Hepushed the tape the rest of the way into the player. It was the sweet junky sound of "The E Street Shuffle." He hadn't listened to that in a while. DeAnne must have had it playing while she ran the last-minute errands in Vigor. Step had played that album on their second date. It was kind of a test. DeAnne was so serious about religion, he had to know if she could put up with his slightly wild taste in music. A lot of Mormon girls would have missed the sexual innuendos entirely, of course, but DeAnne was probably smarter than Step was, and so she not only noticed the bit about girls promising to unsnap their jeans and the fairies in a real bitch fight, she also got the part about hooking onto the midnight train, but she didn't get upset, she just laughed, and he knew it was going to be OK, she was religious but not a prig and that meant that he wouldn't have to pretend to be perfect in order to be with her.
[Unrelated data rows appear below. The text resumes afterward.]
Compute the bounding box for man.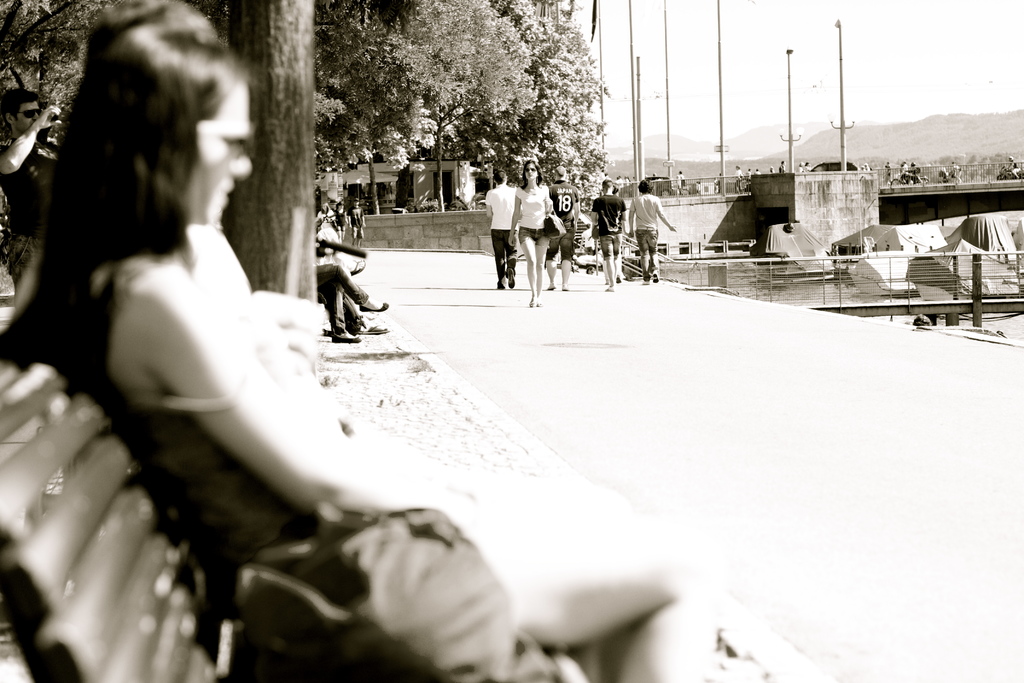
Rect(550, 163, 581, 288).
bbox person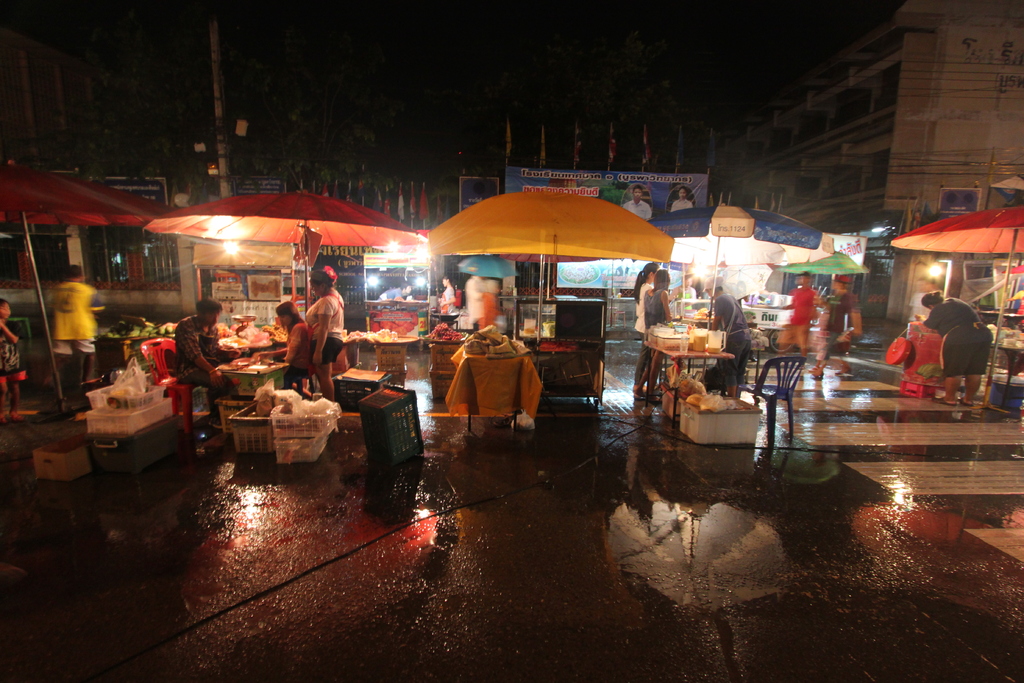
detection(912, 281, 995, 404)
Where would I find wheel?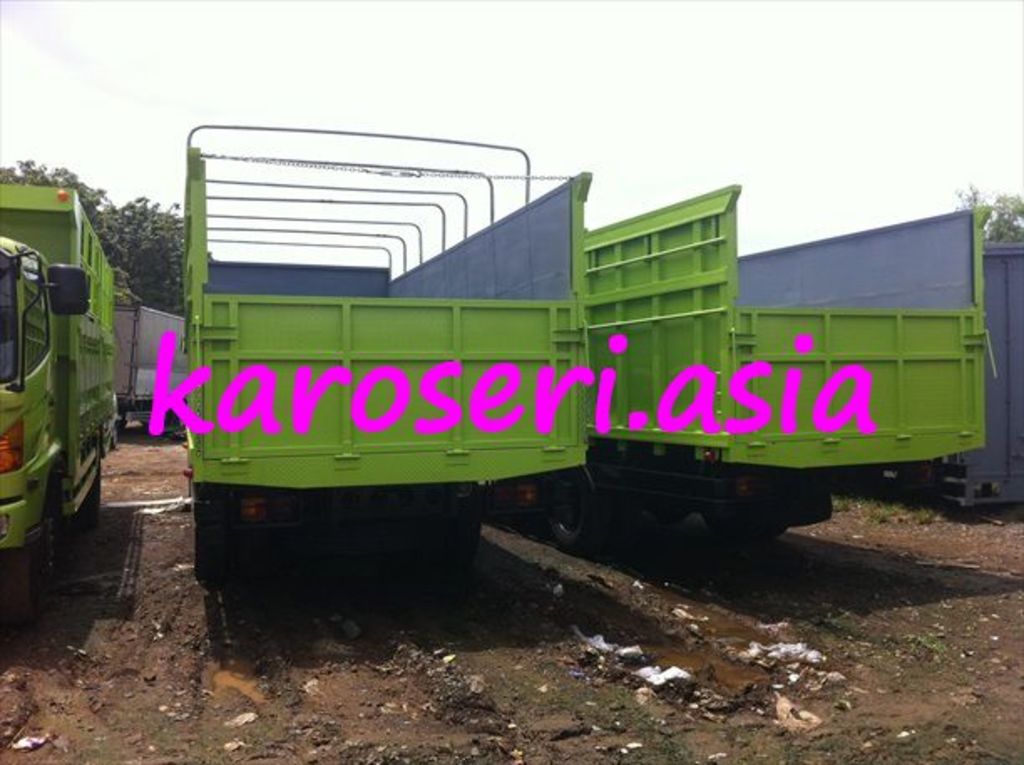
At detection(703, 516, 786, 544).
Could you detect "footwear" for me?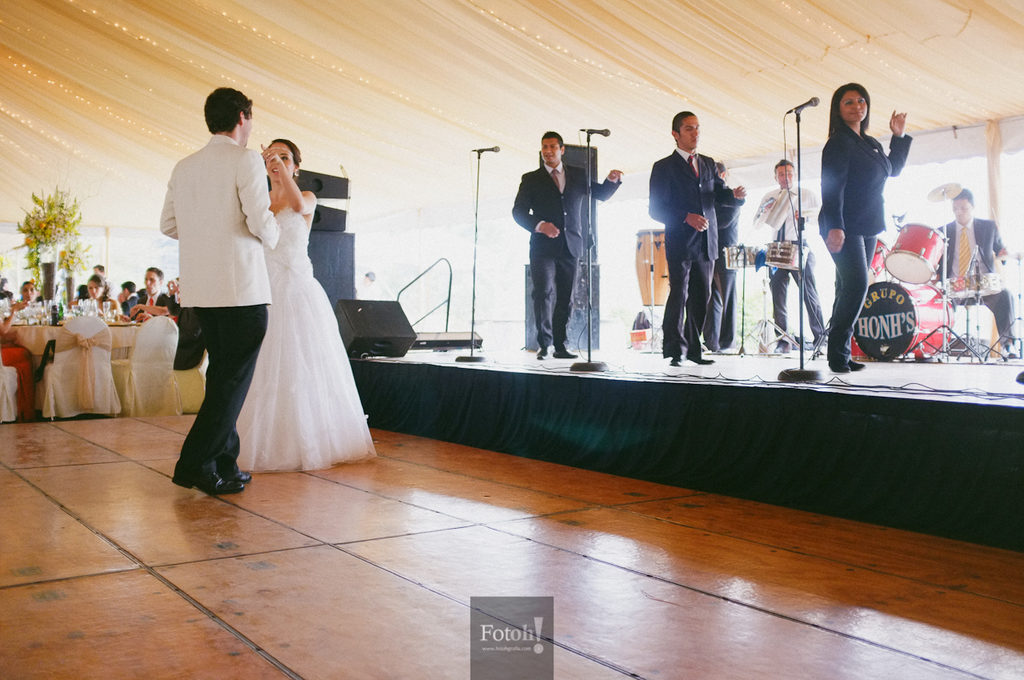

Ten years ago, 1973. Now they had three kids in the back of the Renault 18i wagon, probably the worst car ever sold in America, and they were heading for Steuben, North Carolina, where Step had a job.

A good job. Thirty thousand a year, which wasn't bad for a brand new history Ph.D. in a recession year. Exceptthat he wasn't teaching history, he wasn't writing history, the job was putting together manuals for a computer software company. Not even programming — he couldn't even get hired for that, even though Hacker Snack was the best-selling game for the Atari back in '81. For a while there it had looked like his career was made as a game designer. They had so much money they figured they could afford for him to go back to school and finish his doctorate. Then the recession came, and the lousy Commodore 64 was killing the Atari in the stores, and suddenly his game was out of print and nobody wanted him except as a manual writer.

So Springsteen played along to his semi-depressed mood as Step wound the car up into the mountains, the sun setting in the west as the road angled them mostly east into the darkness. I should be happy, he told himself. I got the degree, I got a good job, and nothing says I can't do another game in my spare time, even if I have to do it on the stupid 64. It could be worse. I could have got a job programming Apples.

Despite what he said to encourage himself, the words still tasted like failure in his mouth. Thirty-two years old, three kids, and I'm on the downhill slope. Used to work for myself, and now I have to work for somebody else. Just like my dad with his sign company that went bust. At least he had the scar on his back from the operation that took out a vertebra. Me, I got no visible wounds. I was riding high one day, and then the next day we found out that our royalties would be only $7,000 instead of $40,000 like the last time, and we scrambled around looking for work and we've got debts coming out of our ears and I'm going to be just as broke as my folks for the rest of my life and it's my own damned fault. Wage slave like my dad.

Just so I don't have the shame of my wife having to take some lousy swingshift job like Mom did. Fine if she wants to get a job, that's fine, but not if she has to.

Yet he knew even as he thought of it that that was what would happen next — they wouldn't be able to sell the house in Vigor and she'd have to get a job just to keep up the payments on it. We were fools to buy a house, but we thought it would be a good investment.